Both films, Twelve Angry Men and Juror #2, tread into those waters.  Given the 67 years between the two films, it is indisputable that the human condition has not changed.  Some of us are good but gullible, some of us rely on a gut instinct for a variety of reasons and stand up for the possibility of alternate explanations of crimes without reliable witnesses.   And too many of us are sheep who swallow whole what anyone in a position of power says, asserts as fact, be they lawyers – prosecutors or defense attorneys, doctors, professors or politicians. The politicians are the worst of the bunch.  Their business is lying and they have developed it into an art form.

 All of which brings us to the crisis of our current national predicament, an election with two candidates so notoriously different in every way, whose personalities, qualifications, ideologies and policies are vastly different in every way,  the choice for whom one votes should be simple.  

One candidate has already been the president for four years. Despite the lawfare perpetrated against and upon him, he prevailed.  He was a great president – the economy thrived and then  recovered quickly after the COVID debacle.  He made us energy independent.  There was peace; we were not engaged in any wars. 

The other candidate, an unqualified understudy of a truly terrible president, was appointed only for her gender and race. Her qualifications for the job were not a consideration.  She checked a box.  She was never, ever meant to be a replacement candidate. She was meant to be Joe Biden’s job insurance. 

But when former House Speaker Nancy Pelosi and Senate Majority Leader Chuck Schumer finally decided to address Biden’s dementia, they executed a coup and Biden held up Kamala to be the candidate.  Pelosi and Schumer (and Obama) got played by their DEI VP selection exactly like juries get played by prosecutors with tunnel vision.  “Show me the man and I’ll show you the crime” (Lavrenty Beria).  That is how our justice system, formerly the envy of the world, has become a process Stalin would love.

Eastwood’s film demonstrates, as did Twelve Angry Men, how malleable juries are.  Yes, they often do come to the right decisions, but they are limited by what judges allow them to hear.

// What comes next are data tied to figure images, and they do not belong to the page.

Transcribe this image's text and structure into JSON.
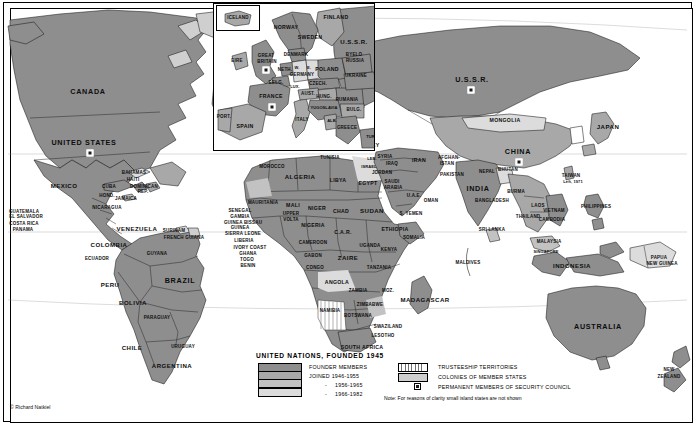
{
  "figure": {
    "credit": "© Richard Natkiel"
  },
  "legend": {
    "title": "UNITED NATIONS, FOUNDED 1945",
    "left_items": [
      {
        "label": "FOUNDER MEMBERS",
        "swatch": "#8e8e8e",
        "indent": false,
        "dash": false
      },
      {
        "label": "JOINED 1946-1955",
        "swatch": "#a8a8a8",
        "indent": false,
        "dash": false
      },
      {
        "label": "1956-1965",
        "swatch": "#c2c2c2",
        "indent": true,
        "dash": true
      },
      {
        "label": "1966-1982",
        "swatch": "#dcdcdc",
        "indent": true,
        "dash": true
      }
    ],
    "right_items": [
      {
        "label": "TRUSTEESHIP TERRITORIES",
        "swatch": "hatch"
      },
      {
        "label": "COLONIES OF MEMBER STATES",
        "swatch": "#cfcfcf"
      },
      {
        "label": "PERMANENT MEMBERS OF SECURITY COUNCIL",
        "swatch": "marker"
      }
    ],
    "note": "Note: For reasons of clarity small island states are not shown"
  },
  "inset": {
    "name": "europe-inset",
    "iceland_label": "ICELAND",
    "labels": [
      {
        "text": "ICELAND",
        "x": 24,
        "y": 14,
        "size": "s-xs"
      },
      {
        "text": "NORWAY",
        "x": 72,
        "y": 24,
        "size": "s-sm"
      },
      {
        "text": "SWEDEN",
        "x": 96,
        "y": 34,
        "size": "s-sm"
      },
      {
        "text": "FINLAND",
        "x": 122,
        "y": 14,
        "size": "s-sm"
      },
      {
        "text": "U.S.S.R.",
        "x": 140,
        "y": 38,
        "size": "s-md"
      },
      {
        "text": "DENMARK",
        "x": 82,
        "y": 51,
        "size": "s-xs"
      },
      {
        "text": "EIRE",
        "x": 23,
        "y": 57,
        "size": "s-xs"
      },
      {
        "text": "GREAT",
        "x": 52,
        "y": 52,
        "size": "s-xs"
      },
      {
        "text": "BRITAIN",
        "x": 53,
        "y": 58,
        "size": "s-xs"
      },
      {
        "text": "NETH.",
        "x": 71,
        "y": 66,
        "size": "s-xs"
      },
      {
        "text": "W.",
        "x": 83,
        "y": 64,
        "size": "s-tiny"
      },
      {
        "text": "E.",
        "x": 95,
        "y": 64,
        "size": "s-tiny"
      },
      {
        "text": "GERMANY",
        "x": 88,
        "y": 71,
        "size": "s-xs"
      },
      {
        "text": "BELG.",
        "x": 62,
        "y": 79,
        "size": "s-xs"
      },
      {
        "text": "LUX.",
        "x": 81,
        "y": 83,
        "size": "s-tiny"
      },
      {
        "text": "FRANCE",
        "x": 57,
        "y": 93,
        "size": "s-sm"
      },
      {
        "text": "PORT.",
        "x": 10,
        "y": 113,
        "size": "s-xs"
      },
      {
        "text": "SPAIN",
        "x": 31,
        "y": 123,
        "size": "s-sm"
      },
      {
        "text": "ITALY",
        "x": 88,
        "y": 116,
        "size": "s-xs"
      },
      {
        "text": "AUST.",
        "x": 94,
        "y": 90,
        "size": "s-xs"
      },
      {
        "text": "CZECH.",
        "x": 104,
        "y": 80,
        "size": "s-xs"
      },
      {
        "text": "POLAND",
        "x": 113,
        "y": 66,
        "size": "s-sm"
      },
      {
        "text": "BYELO",
        "x": 140,
        "y": 51,
        "size": "s-xs"
      },
      {
        "text": "RUSSIA",
        "x": 141,
        "y": 57,
        "size": "s-xs"
      },
      {
        "text": "UKRAINE",
        "x": 142,
        "y": 72,
        "size": "s-xs"
      },
      {
        "text": "HUNG.",
        "x": 110,
        "y": 93,
        "size": "s-xs"
      },
      {
        "text": "RUMANIA",
        "x": 133,
        "y": 96,
        "size": "s-xs"
      },
      {
        "text": "YUGOSLAVIA",
        "x": 110,
        "y": 104,
        "size": "s-tiny"
      },
      {
        "text": "BULG.",
        "x": 140,
        "y": 106,
        "size": "s-xs"
      },
      {
        "text": "ALB.",
        "x": 118,
        "y": 117,
        "size": "s-tiny"
      },
      {
        "text": "GREECE",
        "x": 133,
        "y": 124,
        "size": "s-xs"
      },
      {
        "text": "TUR.",
        "x": 157,
        "y": 133,
        "size": "s-tiny"
      }
    ],
    "sc_markers": [
      {
        "name": "security-council-marker-great-britain",
        "x": 52,
        "y": 66
      },
      {
        "name": "security-council-marker-france",
        "x": 58,
        "y": 103
      }
    ]
  },
  "map": {
    "labels": [
      {
        "text": "CANADA",
        "x": 88,
        "y": 92,
        "size": "s-lg"
      },
      {
        "text": "UNITED STATES",
        "x": 84,
        "y": 143,
        "size": "s-lg"
      },
      {
        "text": "MEXICO",
        "x": 64,
        "y": 186,
        "size": "s-md"
      },
      {
        "text": "BAHAMAS",
        "x": 134,
        "y": 173,
        "size": "s-xs"
      },
      {
        "text": "HAITI",
        "x": 133,
        "y": 180,
        "size": "s-xs"
      },
      {
        "text": "DOMINICAN",
        "x": 144,
        "y": 187,
        "size": "s-xs"
      },
      {
        "text": "REP.",
        "x": 143,
        "y": 192,
        "size": "s-xs"
      },
      {
        "text": "CUBA",
        "x": 109,
        "y": 187,
        "size": "s-xs"
      },
      {
        "text": "HOND.",
        "x": 107,
        "y": 196,
        "size": "s-xs"
      },
      {
        "text": "JAMAICA",
        "x": 126,
        "y": 199,
        "size": "s-xs"
      },
      {
        "text": "NICARAGUA",
        "x": 107,
        "y": 208,
        "size": "s-xs"
      },
      {
        "text": "GUATEMALA",
        "x": 24,
        "y": 212,
        "size": "s-xs"
      },
      {
        "text": "EL SALVADOR",
        "x": 26,
        "y": 217,
        "size": "s-xs"
      },
      {
        "text": "COSTA RICA",
        "x": 24,
        "y": 224,
        "size": "s-xs"
      },
      {
        "text": "PANAMA",
        "x": 23,
        "y": 230,
        "size": "s-xs"
      },
      {
        "text": "COLOMBIA",
        "x": 109,
        "y": 245,
        "size": "s-md"
      },
      {
        "text": "VENEZUELA",
        "x": 137,
        "y": 229,
        "size": "s-md"
      },
      {
        "text": "SURINAM",
        "x": 174,
        "y": 231,
        "size": "s-xs"
      },
      {
        "text": "FRENCH GUIANA",
        "x": 184,
        "y": 238,
        "size": "s-xs"
      },
      {
        "text": "GUYANA",
        "x": 157,
        "y": 254,
        "size": "s-xs"
      },
      {
        "text": "ECUADOR",
        "x": 97,
        "y": 259,
        "size": "s-xs"
      },
      {
        "text": "PERU",
        "x": 110,
        "y": 285,
        "size": "s-md"
      },
      {
        "text": "BRAZIL",
        "x": 180,
        "y": 281,
        "size": "s-lg"
      },
      {
        "text": "BOLIVIA",
        "x": 133,
        "y": 303,
        "size": "s-md"
      },
      {
        "text": "PARAGUAY",
        "x": 157,
        "y": 318,
        "size": "s-xs"
      },
      {
        "text": "CHILE",
        "x": 132,
        "y": 348,
        "size": "s-md"
      },
      {
        "text": "URUGUAY",
        "x": 183,
        "y": 347,
        "size": "s-xs"
      },
      {
        "text": "ARGENTINA",
        "x": 172,
        "y": 366,
        "size": "s-md"
      },
      {
        "text": "MOROCCO",
        "x": 272,
        "y": 167,
        "size": "s-xs"
      },
      {
        "text": "TUNISIA",
        "x": 330,
        "y": 158,
        "size": "s-xs"
      },
      {
        "text": "ALGERIA",
        "x": 300,
        "y": 177,
        "size": "s-md"
      },
      {
        "text": "LIBYA",
        "x": 338,
        "y": 181,
        "size": "s-sm"
      },
      {
        "text": "EGYPT",
        "x": 368,
        "y": 184,
        "size": "s-sm"
      },
      {
        "text": "MAURITANIA",
        "x": 263,
        "y": 203,
        "size": "s-xs"
      },
      {
        "text": "MALI",
        "x": 293,
        "y": 206,
        "size": "s-sm"
      },
      {
        "text": "NIGER",
        "x": 317,
        "y": 209,
        "size": "s-sm"
      },
      {
        "text": "CHAD",
        "x": 341,
        "y": 212,
        "size": "s-sm"
      },
      {
        "text": "SUDAN",
        "x": 372,
        "y": 211,
        "size": "s-md"
      },
      {
        "text": "SENEGAL",
        "x": 240,
        "y": 211,
        "size": "s-xs"
      },
      {
        "text": "GAMBIA",
        "x": 240,
        "y": 217,
        "size": "s-xs"
      },
      {
        "text": "GUINEA BISSAU",
        "x": 243,
        "y": 223,
        "size": "s-xs"
      },
      {
        "text": "GUINEA",
        "x": 240,
        "y": 228,
        "size": "s-xs"
      },
      {
        "text": "SIERRA LEONE",
        "x": 243,
        "y": 234,
        "size": "s-xs"
      },
      {
        "text": "LIBERIA",
        "x": 244,
        "y": 241,
        "size": "s-xs"
      },
      {
        "text": "IVORY COAST",
        "x": 250,
        "y": 248,
        "size": "s-xs"
      },
      {
        "text": "GHANA",
        "x": 248,
        "y": 254,
        "size": "s-xs"
      },
      {
        "text": "TOGO",
        "x": 247,
        "y": 260,
        "size": "s-xs"
      },
      {
        "text": "BENIN",
        "x": 248,
        "y": 266,
        "size": "s-xs"
      },
      {
        "text": "UPPER",
        "x": 291,
        "y": 214,
        "size": "s-xs"
      },
      {
        "text": "VOLTA",
        "x": 291,
        "y": 220,
        "size": "s-xs"
      },
      {
        "text": "NIGERIA",
        "x": 313,
        "y": 226,
        "size": "s-sm"
      },
      {
        "text": "CAMEROON",
        "x": 313,
        "y": 243,
        "size": "s-xs"
      },
      {
        "text": "C.A.R.",
        "x": 343,
        "y": 233,
        "size": "s-sm"
      },
      {
        "text": "GABON",
        "x": 313,
        "y": 256,
        "size": "s-xs"
      },
      {
        "text": "CONGO",
        "x": 315,
        "y": 268,
        "size": "s-xs"
      },
      {
        "text": "ZAIRE",
        "x": 348,
        "y": 258,
        "size": "s-md"
      },
      {
        "text": "ETHIOPIA",
        "x": 395,
        "y": 230,
        "size": "s-sm"
      },
      {
        "text": "SOMALIA",
        "x": 414,
        "y": 238,
        "size": "s-xs"
      },
      {
        "text": "UGANDA",
        "x": 370,
        "y": 246,
        "size": "s-xs"
      },
      {
        "text": "KENYA",
        "x": 389,
        "y": 250,
        "size": "s-xs"
      },
      {
        "text": "TANZANIA",
        "x": 379,
        "y": 268,
        "size": "s-xs"
      },
      {
        "text": "ANGOLA",
        "x": 337,
        "y": 283,
        "size": "s-sm"
      },
      {
        "text": "ZAMBIA",
        "x": 358,
        "y": 291,
        "size": "s-xs"
      },
      {
        "text": "MOZ.",
        "x": 388,
        "y": 291,
        "size": "s-xs"
      },
      {
        "text": "ZIMBABWE",
        "x": 370,
        "y": 305,
        "size": "s-xs"
      },
      {
        "text": "NAMIBIA",
        "x": 330,
        "y": 311,
        "size": "s-xs"
      },
      {
        "text": "BOTSWANA",
        "x": 358,
        "y": 316,
        "size": "s-xs"
      },
      {
        "text": "SWAZILAND",
        "x": 388,
        "y": 327,
        "size": "s-xs"
      },
      {
        "text": "LESOTHO",
        "x": 383,
        "y": 336,
        "size": "s-xs"
      },
      {
        "text": "SOUTH AFRICA",
        "x": 362,
        "y": 348,
        "size": "s-sm"
      },
      {
        "text": "MADAGASCAR",
        "x": 425,
        "y": 300,
        "size": "s-md"
      },
      {
        "text": "TURKEY",
        "x": 368,
        "y": 146,
        "size": "s-sm"
      },
      {
        "text": "SYRIA",
        "x": 385,
        "y": 157,
        "size": "s-xs"
      },
      {
        "text": "LEB.",
        "x": 372,
        "y": 159,
        "size": "s-tiny"
      },
      {
        "text": "ISRAEL",
        "x": 369,
        "y": 167,
        "size": "s-tiny"
      },
      {
        "text": "IRAQ",
        "x": 392,
        "y": 164,
        "size": "s-xs"
      },
      {
        "text": "JORDAN",
        "x": 382,
        "y": 173,
        "size": "s-xs"
      },
      {
        "text": "IRAN",
        "x": 419,
        "y": 161,
        "size": "s-sm"
      },
      {
        "text": "AFGHAN-",
        "x": 449,
        "y": 158,
        "size": "s-xs"
      },
      {
        "text": "ISTAN",
        "x": 447,
        "y": 164,
        "size": "s-xs"
      },
      {
        "text": "PAKISTAN",
        "x": 452,
        "y": 175,
        "size": "s-xs"
      },
      {
        "text": "SAUDI",
        "x": 392,
        "y": 182,
        "size": "s-xs"
      },
      {
        "text": "ARABIA",
        "x": 393,
        "y": 188,
        "size": "s-xs"
      },
      {
        "text": "U.A.E.",
        "x": 414,
        "y": 196,
        "size": "s-xs"
      },
      {
        "text": "OMAN",
        "x": 431,
        "y": 201,
        "size": "s-xs"
      },
      {
        "text": "S. YEMEN",
        "x": 411,
        "y": 214,
        "size": "s-xs"
      },
      {
        "text": "INDIA",
        "x": 478,
        "y": 189,
        "size": "s-lg"
      },
      {
        "text": "NEPAL",
        "x": 487,
        "y": 172,
        "size": "s-xs"
      },
      {
        "text": "BHUTAN",
        "x": 508,
        "y": 170,
        "size": "s-xs"
      },
      {
        "text": "BANGLADESH",
        "x": 492,
        "y": 201,
        "size": "s-xs"
      },
      {
        "text": "BURMA",
        "x": 516,
        "y": 192,
        "size": "s-xs"
      },
      {
        "text": "SRI LANKA",
        "x": 492,
        "y": 230,
        "size": "s-xs"
      },
      {
        "text": "MALDIVES",
        "x": 468,
        "y": 263,
        "size": "s-xs"
      },
      {
        "text": "MONGOLIA",
        "x": 505,
        "y": 121,
        "size": "s-sm"
      },
      {
        "text": "CHINA",
        "x": 518,
        "y": 152,
        "size": "s-lg"
      },
      {
        "text": "U.S.S.R.",
        "x": 472,
        "y": 80,
        "size": "s-lg"
      },
      {
        "text": "JAPAN",
        "x": 608,
        "y": 127,
        "size": "s-md"
      },
      {
        "text": "TAIWAN",
        "x": 571,
        "y": 176,
        "size": "s-xs"
      },
      {
        "text": "Left, 1971",
        "x": 573,
        "y": 182,
        "size": "s-tiny"
      },
      {
        "text": "PHILIPPINES",
        "x": 596,
        "y": 207,
        "size": "s-xs"
      },
      {
        "text": "THAILAND",
        "x": 528,
        "y": 217,
        "size": "s-xs"
      },
      {
        "text": "LAOS",
        "x": 538,
        "y": 206,
        "size": "s-xs"
      },
      {
        "text": "VIETNAM",
        "x": 554,
        "y": 211,
        "size": "s-xs"
      },
      {
        "text": "CAMBODIA",
        "x": 552,
        "y": 220,
        "size": "s-xs"
      },
      {
        "text": "MALAYSIA",
        "x": 549,
        "y": 242,
        "size": "s-xs"
      },
      {
        "text": "SINGAPORE",
        "x": 546,
        "y": 252,
        "size": "s-tiny"
      },
      {
        "text": "INDONESIA",
        "x": 572,
        "y": 266,
        "size": "s-md"
      },
      {
        "text": "PAPUA",
        "x": 659,
        "y": 258,
        "size": "s-xs"
      },
      {
        "text": "NEW GUINEA",
        "x": 662,
        "y": 264,
        "size": "s-xs"
      },
      {
        "text": "AUSTRALIA",
        "x": 598,
        "y": 327,
        "size": "s-lg"
      },
      {
        "text": "NEW",
        "x": 669,
        "y": 370,
        "size": "s-xs"
      },
      {
        "text": "ZEALAND",
        "x": 669,
        "y": 377,
        "size": "s-xs"
      }
    ],
    "sc_markers": [
      {
        "name": "security-council-marker-united-states",
        "x": 90,
        "y": 153
      },
      {
        "name": "security-council-marker-ussr",
        "x": 471,
        "y": 90
      },
      {
        "name": "security-council-marker-china",
        "x": 519,
        "y": 162
      }
    ]
  }
}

Very often, crucial evidence of a defendant’s guilt is withheld from juries.  It takes a brave person on a jury to be the one to challenge a group who just wants to go home.  He or she is a person who dares to question the facts and wonder what has been concealed. 

At this moment in time, the American people are the jury.  We are to judge who is better qualified , who is better able, with enough experience to run this nation.  The jury in Juror #2, in the end, chose poorly and the consequences will be dire for some.  If the American people choose poorly, all of us will suffer, especially those of us who know what a Harris presidency will bring. 

Eastwood’s film is a nightmare of moral exigencies, exactly the kind American voters face today.  Do we vote for the guy who we know can do the job or the DEI choice who lacks any qualifications for the job, who cannot answer any question asked, least of all about how she would “fix” the economy; she has no idea how to fix anything. 

As for the border, she has vowed not to fix that.  She will immediately grant amnesty to the ten/fifteen million illegal aliens she has welcomed into the country.  That’s the plan; insert millions of aliens into red states and create a permanent Democrat authoritarian regime

The decisions of the juries in the two films, Juror #2 and Twelve Angry Men, fell to the good citizens who showed up to serve – one came to the right decision, one came to the wrong decision.  Watch both films and judge for yourself.  Both are morality plays. 

America is at a crossroads, that much is clear.  One path wants this nation to be great again.  The other has a globalist vision in which individuals are insignificant beyond their membership in a minority group. 

That Kamala Harris has any supporters is a sad commentary on the current state of our citizenry’s moral authority. Hers reeks of the communist ideology she has long embraced. 

Trump really does just want to make America great again.  Those of us of a certain age remember how it was and we want it back for our kids and grandkids.